I went to a dance at Netherbury when I was 20. There were 3 girls there, and I asked this big chap who they were. He said he didn’t know, but I knew he did. I wanted to take one of them, called Hazel, home, but he had his eye on her. We managed to settle our differences without coming to blows, but I was ready for it, not being afraid of anyone. That was how Hazel and I got together. We married, and we had 5 children, but sadly she passed away 5 years ago.

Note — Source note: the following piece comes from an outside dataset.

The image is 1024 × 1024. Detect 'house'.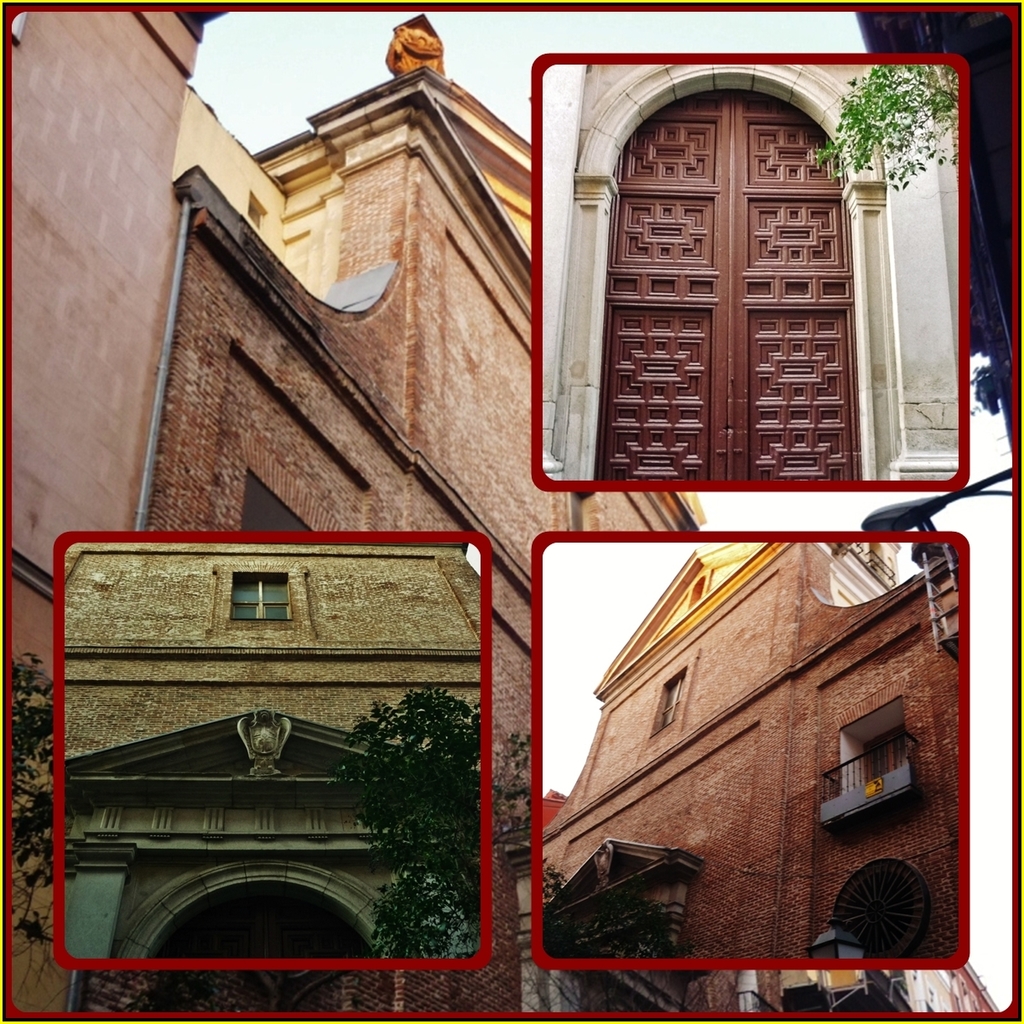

I retired from farming when I was 63. We were just doing beef cattle then and my wife Hazel looked after them. By then we had been able to buy 5 houses, including the Old Rectory, which we bought in 1953. The Church of England had decided that the Rectory was too large for them and wanted to sell. By then we owned Miles Cross Farm and our fields were next to those that belonged to the Rectory. My Father was really only interested in the fields but the Church of England said they would only sell the fields with the building. I took two years to negotiate but in the end the Church said he could have the fields for £2000 and the Rectory for another £500. By then Father had been able to save up enough cash to buy it. It was very run down, but my mother and father were so pleased to be able to live there. Although, he wasn’t pleased that I’d bought it for a lot less than he told me to offer! After a while the whole family moved in; Father, mother, Hazel and me and our five children. He always said that all he wanted was a nice house and £2000 in the bank, and he was able to live out the rest of his days there. I was able to buy several houses in and around Bridport and I gave them all to my children or the government would have taken half when I die, and I think that’s wrong. My son Eugene took over one of the farms, and daughter Ruth took on the other.
I am also an inventor and spent three years designing the ‘Barnes Buckle’ after seeing footage of a fallen jockey being dragged. Every rider dreads falling off; and being dragged, even more so. The Barnes Buckle is a safety device which attaches to the stirrup and stirrup leather. It does not affect your riding in any way, but if the worst happens and you fall off and your foot is stuck in the stirrup, the parts will release under only 6kg of pressure but in normal riding circumstances it would take a pressure of 1400kg to part the pieces.
The Council rang me up one day and asked if I’d help them out with the car parking in Lyme Regis. That was 34 years ago. So I was car park man there for 5 years. I met all sorts of people. There was a new Mercedes I saw being parked by a couple, then a young man came and drove it away. Then two people asked me if I’d seen the car, turns out they were Special Branch, and I was able to say what colour it was, which pleased them no end. But I don’t know what that was all about.
I joined Lyme Regis Ramblers. A lady in the group asked me to pull down her wooden garage. I managed to straighten it up for her, and carried out a few other jobs, but I didn’t want paying, despite her protests. Why be greedy, I thought. We became good friends, and she would take me on holidays to the Scilly Isles. Carpentry was my hobby; I made Davenports, and tables, one of which sold many years ago for £500.
I was 14 when my grandmother told me I was descended from William Barnes the Dorset poet. In my later years I was able to fulfil a lifetime’s ambition and write some poetry. In 1993 I had them printed in a small book and published. It’s called A Poet Walks in West Dorset. Some of the poems are true, and some…well, I wish they were.